Citizens pay taxes to cover for crime prevention, enforcement, prosecution, incarceration, support services, probation and parole and all the other amenities that government entails. Private insurance rates are partly determined by the amount of crime in the area. Higher crime equals higher insurance rates. Citizens absorb the cost of thefts from stores with higher prices on merchandise. Medical costs of crime add up quickly.
A victim of a crime loses more when their property has to be replaced, their time is taken into account and the emotional damage is tallied up. For some, the cost continues long after the initial damage is done. Just think what it would cost you if you went out to your car and found every window smashed out or if you came home and your house had been ransacked.
Dollar amounts estimated yearly for the cost of crime do not include crimes that are not reported. Estimates from the AARP for what people lost due to telephone scams were over 8 billion dollars in 2002, with the elderly being primary targets for these low life individuals. That money left this country and cost many their homes and retirements.
Here are a few other figures from 2003:
"Crime is estimated to create $105 billion in medical expenses, lost earnings, and costs for victim services. Factoring in the intangible costs, such as pain and suffering and a reduced quality of life, brings the total estimated cost of crime to $450 billion annually."
"In 2003, total monetary loss due to telemarketing fraud was $1,764,433, for an average of $1,504 for each case."
"Reported burglaries resulted in an estimated monetary loss of $3.5 billion, with an estimated average of $1,626 per burglary." (Crime Reports, 2007, p. 1)
These figures are actual loss, not costs for labor to repair the damage. Often values are lower than actual value as well. There are direct and indirect repercussions for everyone when this happens.
There are costs of crime that the public may never hear about. Budget concerns can restrict investigations often to the detriment of the case. The cost of obtaining expert witnesses for court testimony leads to negotiated plea bargains or dismissed charges. Evidence can not be processed properly due to costs. The list goes on and on.
It is possibly the emotional costs that wreck the most havoc. As an officer I can still point out every house, every street corner and every alley where blood was shed. Neighbors, friends and most of all families never are the same after a criminal tragedy. How do you put a price on a human life? On a body that has been beaten and raped? On a child that was left abandoned?

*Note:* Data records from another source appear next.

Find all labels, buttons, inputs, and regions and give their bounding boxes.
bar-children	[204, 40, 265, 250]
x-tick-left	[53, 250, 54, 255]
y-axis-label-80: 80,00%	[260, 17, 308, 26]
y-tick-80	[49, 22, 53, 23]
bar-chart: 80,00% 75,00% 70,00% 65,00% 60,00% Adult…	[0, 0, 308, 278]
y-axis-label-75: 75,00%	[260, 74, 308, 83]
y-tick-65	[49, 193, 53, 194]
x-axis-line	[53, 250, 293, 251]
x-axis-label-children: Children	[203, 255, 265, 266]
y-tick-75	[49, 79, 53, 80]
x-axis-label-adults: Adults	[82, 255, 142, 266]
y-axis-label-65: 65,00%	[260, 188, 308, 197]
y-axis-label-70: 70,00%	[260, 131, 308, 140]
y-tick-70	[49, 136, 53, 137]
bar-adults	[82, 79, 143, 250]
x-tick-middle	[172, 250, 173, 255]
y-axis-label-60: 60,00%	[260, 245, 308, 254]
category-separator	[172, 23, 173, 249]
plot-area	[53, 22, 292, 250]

Media then heightens the pain and blasts it across the headlines for all. The sense of utter helplessness, and often fear, grips a hold like a vice clamp for some. The balancing act of the publics' right to know with the victims rights to heal is never easy and often ignored by those who profit from crime.
Crime is an invasion into everyone's life and pocketbook. Crime knows no social, racial, religion, age or gender it does not discriminate and neither does the cost.